What is man? Unamuno, Life 1.1

The first modern author I will translate here is Miguel de Unamuno, a Spanish philosopher from the turn of the twentieth century (). This is the beginning of one of his best essays, Life in the Tragic Sense (Del sentimiento trágico de la vida en los hombres y en los pueblos, published 1913). You can listen to me read it <here>.


Homo sum: nihil humani a me alienum puto, dijo el cómico latino. Y yo diría más bien, nullum hominem a me alienum puto; soy hombre, a ningún otro hombre estimo extraño. Porque el adjetivo humanus me es tan sospechoso como su sustantivo abstracto humanitas, la humanidad. Ni lo humano ni la humanidad, ni el adjetivo simple, ni el sustantivado, sino el sustantivo concreto: el hombre. El hombre de carne y hueso, el que nace, sufre y muere--sobre todo muere--, el que come y bebe y juega y duerme y piensa y quiere, el hombre que se ve y a quien se oye, el hermano, el verdadero hermano.


"I am human: I deem nothing human strange to me," said the Latin comic (‡). I would rather say, "I deem no human being strange to me." I am a human being, so I judge no other human being strange. On its own, the adjective human is as suspect to me as the abstract substantive humanity. I do not trust what is human, nor what they call humanity—neither the simple adjective, nor the adjective rendered as a noun. Instead I want a concrete noun: human being, or man. A man of flesh and bone, who is born, suffers, and dies—the dying is very important. A man who eats and drinks and plays and sleeps and thinks and loves. A man who is seen and heard. A brother, a real brother.

---
() Miguel de Unamuno y Jugo was born to a Basque family in 1864, in Bilbao, and grew up to become a professor of Greek and a prolific author in the Generation of 98, which sought to reimagine Spanish culture in light of modernity. His political position led to repeated conflict with authorities. Primo de Rivera exiled him from the University of Salamanca to Fuerteventura in 1924. When Rivera's government fell in 1930, Unamuno returned to Salamanca, only to die there under house arrest in 1936, after a famous confrontation with the fascist general José Millán-Astray y Terreros. Between Seneca, Marcus Aurelius, and Unamuno, I am spending a lot of time thinking with Iberians these days.

() Unamuno refers to Terence, i.e. Publius Terentius Afer (floruit 2nd century BCE). The quotation is from the comedy Heautontimoroumenos, line 25.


> Exercise details
Retype all of the material exactly, leaving no line out.

> Data records
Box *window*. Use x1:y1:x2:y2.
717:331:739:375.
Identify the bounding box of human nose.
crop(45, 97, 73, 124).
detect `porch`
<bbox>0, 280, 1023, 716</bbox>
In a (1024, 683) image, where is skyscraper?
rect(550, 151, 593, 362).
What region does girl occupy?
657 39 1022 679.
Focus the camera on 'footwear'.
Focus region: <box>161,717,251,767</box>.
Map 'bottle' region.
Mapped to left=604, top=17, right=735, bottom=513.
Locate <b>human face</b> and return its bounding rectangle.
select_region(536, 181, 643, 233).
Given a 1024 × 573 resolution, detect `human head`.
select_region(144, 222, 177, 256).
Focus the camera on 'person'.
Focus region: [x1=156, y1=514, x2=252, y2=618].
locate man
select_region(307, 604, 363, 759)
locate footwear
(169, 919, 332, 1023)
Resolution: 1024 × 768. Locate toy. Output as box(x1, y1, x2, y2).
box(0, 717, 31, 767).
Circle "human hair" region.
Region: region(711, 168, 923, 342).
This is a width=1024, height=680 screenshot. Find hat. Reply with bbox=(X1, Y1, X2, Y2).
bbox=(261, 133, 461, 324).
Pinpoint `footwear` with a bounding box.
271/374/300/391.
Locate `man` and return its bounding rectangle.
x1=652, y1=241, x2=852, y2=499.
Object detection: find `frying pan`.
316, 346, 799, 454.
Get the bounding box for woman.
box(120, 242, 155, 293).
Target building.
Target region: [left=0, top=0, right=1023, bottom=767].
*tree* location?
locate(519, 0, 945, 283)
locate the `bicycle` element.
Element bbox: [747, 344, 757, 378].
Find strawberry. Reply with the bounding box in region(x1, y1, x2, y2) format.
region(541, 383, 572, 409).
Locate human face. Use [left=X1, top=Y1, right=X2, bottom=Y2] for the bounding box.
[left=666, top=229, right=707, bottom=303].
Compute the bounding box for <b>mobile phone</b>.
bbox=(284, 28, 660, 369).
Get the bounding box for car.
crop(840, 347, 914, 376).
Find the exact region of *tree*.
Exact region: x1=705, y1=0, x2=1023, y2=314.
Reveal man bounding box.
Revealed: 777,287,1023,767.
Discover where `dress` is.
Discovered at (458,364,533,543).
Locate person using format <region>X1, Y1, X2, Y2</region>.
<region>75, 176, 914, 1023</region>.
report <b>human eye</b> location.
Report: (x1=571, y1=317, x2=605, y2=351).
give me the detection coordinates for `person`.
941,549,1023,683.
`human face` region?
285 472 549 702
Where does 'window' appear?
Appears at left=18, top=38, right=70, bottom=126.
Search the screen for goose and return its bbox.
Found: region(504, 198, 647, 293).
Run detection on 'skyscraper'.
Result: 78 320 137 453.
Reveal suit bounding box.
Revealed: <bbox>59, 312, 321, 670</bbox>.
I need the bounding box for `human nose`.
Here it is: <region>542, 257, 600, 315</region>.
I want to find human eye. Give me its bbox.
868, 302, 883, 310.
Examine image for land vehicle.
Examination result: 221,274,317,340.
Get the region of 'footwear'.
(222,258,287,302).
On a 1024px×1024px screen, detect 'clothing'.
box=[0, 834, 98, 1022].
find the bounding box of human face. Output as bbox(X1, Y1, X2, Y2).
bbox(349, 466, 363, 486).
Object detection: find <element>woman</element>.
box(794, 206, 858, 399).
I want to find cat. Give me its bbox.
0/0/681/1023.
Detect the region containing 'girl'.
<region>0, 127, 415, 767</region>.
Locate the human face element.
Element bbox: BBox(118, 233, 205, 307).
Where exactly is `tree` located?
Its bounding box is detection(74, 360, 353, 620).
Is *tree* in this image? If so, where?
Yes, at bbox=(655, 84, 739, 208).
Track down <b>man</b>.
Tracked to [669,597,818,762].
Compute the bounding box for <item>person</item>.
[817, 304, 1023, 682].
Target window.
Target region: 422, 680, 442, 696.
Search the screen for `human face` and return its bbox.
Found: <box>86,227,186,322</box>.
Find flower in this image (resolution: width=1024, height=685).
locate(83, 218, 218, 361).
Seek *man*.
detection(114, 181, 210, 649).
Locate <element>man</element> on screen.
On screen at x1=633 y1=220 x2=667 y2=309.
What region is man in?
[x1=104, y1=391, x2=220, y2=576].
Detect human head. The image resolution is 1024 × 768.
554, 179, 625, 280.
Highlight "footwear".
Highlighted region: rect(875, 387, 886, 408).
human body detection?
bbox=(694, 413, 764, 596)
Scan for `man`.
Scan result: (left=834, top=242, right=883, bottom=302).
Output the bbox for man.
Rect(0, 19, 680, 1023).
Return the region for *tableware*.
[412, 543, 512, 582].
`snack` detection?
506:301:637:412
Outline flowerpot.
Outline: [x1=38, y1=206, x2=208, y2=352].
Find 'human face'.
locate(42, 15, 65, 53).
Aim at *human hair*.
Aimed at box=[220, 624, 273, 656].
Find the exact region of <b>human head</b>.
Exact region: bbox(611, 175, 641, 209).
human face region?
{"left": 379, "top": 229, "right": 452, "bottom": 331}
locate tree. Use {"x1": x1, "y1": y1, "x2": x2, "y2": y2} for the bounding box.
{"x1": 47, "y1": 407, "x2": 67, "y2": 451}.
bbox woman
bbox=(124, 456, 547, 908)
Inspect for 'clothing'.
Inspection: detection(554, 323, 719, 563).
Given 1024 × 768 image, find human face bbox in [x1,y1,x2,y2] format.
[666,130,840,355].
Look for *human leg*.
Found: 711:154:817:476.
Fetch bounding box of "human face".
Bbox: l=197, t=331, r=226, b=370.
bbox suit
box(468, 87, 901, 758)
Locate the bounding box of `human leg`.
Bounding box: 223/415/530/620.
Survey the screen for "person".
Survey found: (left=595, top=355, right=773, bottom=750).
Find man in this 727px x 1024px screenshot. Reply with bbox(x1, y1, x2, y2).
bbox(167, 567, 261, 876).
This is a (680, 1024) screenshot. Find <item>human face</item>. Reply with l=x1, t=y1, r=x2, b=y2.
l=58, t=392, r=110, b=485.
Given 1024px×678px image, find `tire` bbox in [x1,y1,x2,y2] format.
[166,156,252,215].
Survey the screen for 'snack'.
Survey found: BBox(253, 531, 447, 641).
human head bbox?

> Task output
Box *window*. Use x1:y1:x2:y2.
717:331:739:375.
Identify the bounding box of human nose.
crop(45, 97, 73, 124).
detect `porch`
<bbox>0, 280, 1023, 716</bbox>
In a (1024, 683) image, where is skyscraper?
rect(550, 151, 593, 362).
What region does girl occupy?
657 39 1022 679.
Focus the camera on 'footwear'.
Focus region: <box>161,717,251,767</box>.
Map 'bottle' region.
Mapped to left=604, top=17, right=735, bottom=513.
Locate <b>human face</b> and return its bounding rectangle.
select_region(536, 181, 643, 233).
Given a 1024 × 573 resolution, detect `human head`.
select_region(144, 222, 177, 256).
Focus the camera on 'person'.
Focus region: [x1=156, y1=514, x2=252, y2=618].
locate man
select_region(307, 604, 363, 759)
locate footwear
(169, 919, 332, 1023)
Resolution: 1024 × 768. Locate toy. Output as box(x1, y1, x2, y2).
box(0, 717, 31, 767).
Circle "human hair" region.
Region: region(711, 168, 923, 342).
This is a width=1024, height=680 screenshot. Find hat. Reply with bbox=(X1, Y1, X2, Y2).
bbox=(261, 133, 461, 324).
Pinpoint `footwear` with a bounding box.
271/374/300/391.
Locate `man` and return its bounding rectangle.
x1=652, y1=241, x2=852, y2=499.
Object detection: find `frying pan`.
316, 346, 799, 454.
Get the bounding box for woman.
box(120, 242, 155, 293).
Target building.
Target region: [left=0, top=0, right=1023, bottom=767].
*tree* location?
locate(519, 0, 945, 283)
locate the `bicycle` element.
Element bbox: [747, 344, 757, 378].
Find strawberry. Reply with the bounding box in region(x1, y1, x2, y2) format.
region(541, 383, 572, 409).
Locate human face. Use [left=X1, top=Y1, right=X2, bottom=Y2] for the bounding box.
[left=666, top=229, right=707, bottom=303].
Compute the bounding box for <b>mobile phone</b>.
bbox=(284, 28, 660, 369).
Get the bounding box for car.
crop(840, 347, 914, 376).
Find the exact region of *tree*.
Exact region: x1=705, y1=0, x2=1023, y2=314.
Reveal man bounding box.
Revealed: 777,287,1023,767.
Discover where `dress` is.
Discovered at (458,364,533,543).
Locate person using format <region>X1, Y1, X2, Y2</region>.
<region>75, 176, 914, 1023</region>.
report <b>human eye</b> location.
Report: (x1=571, y1=317, x2=605, y2=351).
give me the detection coordinates for `person`.
941,549,1023,683.
`human face` region?
285 472 549 702
Where does 'window' appear?
Appears at left=18, top=38, right=70, bottom=126.
Search the screen for goose and return its bbox.
Found: region(504, 198, 647, 293).
Run detection on 'skyscraper'.
Result: 78 320 137 453.
Reveal suit bounding box.
Revealed: <bbox>59, 312, 321, 670</bbox>.
I need the bounding box for `human nose`.
Here it is: <region>542, 257, 600, 315</region>.
I want to find human eye. Give me its bbox.
868, 302, 883, 310.
Examine image for land vehicle.
Examination result: 221,274,317,340.
Get the region of 'footwear'.
(222,258,287,302).
On a 1024px×1024px screen, detect 'clothing'.
box=[0, 834, 98, 1022].
find the bounding box of human face. Output as bbox(X1, Y1, X2, Y2).
bbox(349, 466, 363, 486).
Object detection: find <element>woman</element>.
box(794, 206, 858, 399).
I want to find cat. Give me its bbox.
0/0/681/1023.
Detect the region containing 'girl'.
<region>0, 127, 415, 767</region>.
Locate the human face element.
Element bbox: BBox(118, 233, 205, 307).
Where exactly is `tree` located?
Its bounding box is detection(74, 360, 353, 620).
Is *tree* in this image? If so, where?
Yes, at bbox=(655, 84, 739, 208).
Track down <b>man</b>.
Tracked to [669,597,818,762].
Compute the bounding box for <item>person</item>.
[817, 304, 1023, 682].
Target window.
Target region: 422, 680, 442, 696.
Search the screen for `human face` and return its bbox.
Found: <box>86,227,186,322</box>.
Find flower in this image (resolution: width=1024, height=685).
locate(83, 218, 218, 361).
Seek *man*.
detection(114, 181, 210, 649).
Locate <element>man</element> on screen.
On screen at x1=633 y1=220 x2=667 y2=309.
What region is man in?
[x1=104, y1=391, x2=220, y2=576].
Detect human head. The image resolution is 1024 × 768.
554, 179, 625, 280.
Highlight "footwear".
Highlighted region: rect(875, 387, 886, 408).
human body detection?
bbox=(694, 413, 764, 596)
Scan for `man`.
Scan result: (left=834, top=242, right=883, bottom=302).
Output the bbox for man.
Rect(0, 19, 680, 1023).
Return the region for *tableware*.
[412, 543, 512, 582].
`snack` detection?
506:301:637:412
Outline flowerpot.
Outline: [x1=38, y1=206, x2=208, y2=352].
Find 'human face'.
locate(42, 15, 65, 53).
Aim at *human hair*.
Aimed at box=[220, 624, 273, 656].
Find the exact region of <b>human head</b>.
Exact region: bbox(611, 175, 641, 209).
human face region?
{"left": 379, "top": 229, "right": 452, "bottom": 331}
locate tree. Use {"x1": x1, "y1": y1, "x2": x2, "y2": y2} for the bounding box.
{"x1": 47, "y1": 407, "x2": 67, "y2": 451}.
bbox woman
bbox=(124, 456, 547, 908)
Inspect for 'clothing'.
Inspection: detection(554, 323, 719, 563).
Given 1024 × 768 image, find human face bbox in [x1,y1,x2,y2] format.
[666,130,840,355].
Look for *human leg*.
Found: 711:154:817:476.
Fetch bounding box of "human face".
Bbox: l=197, t=331, r=226, b=370.
bbox suit
box(468, 87, 901, 758)
Locate the bounding box of `human leg`.
Bounding box: 223/415/530/620.
Survey the screen for "person".
Survey found: (left=595, top=355, right=773, bottom=750).
Find man in this 727px x 1024px screenshot. Reply with bbox(x1, y1, x2, y2).
bbox(167, 567, 261, 876).
This is a (680, 1024) screenshot. Find <item>human face</item>. Reply with l=x1, t=y1, r=x2, b=y2.
l=58, t=392, r=110, b=485.
Given 1024px×678px image, find `tire` bbox in [x1,y1,x2,y2] format.
[166,156,252,215].
Survey the screen for 'snack'.
Survey found: BBox(253, 531, 447, 641).
human head bbox?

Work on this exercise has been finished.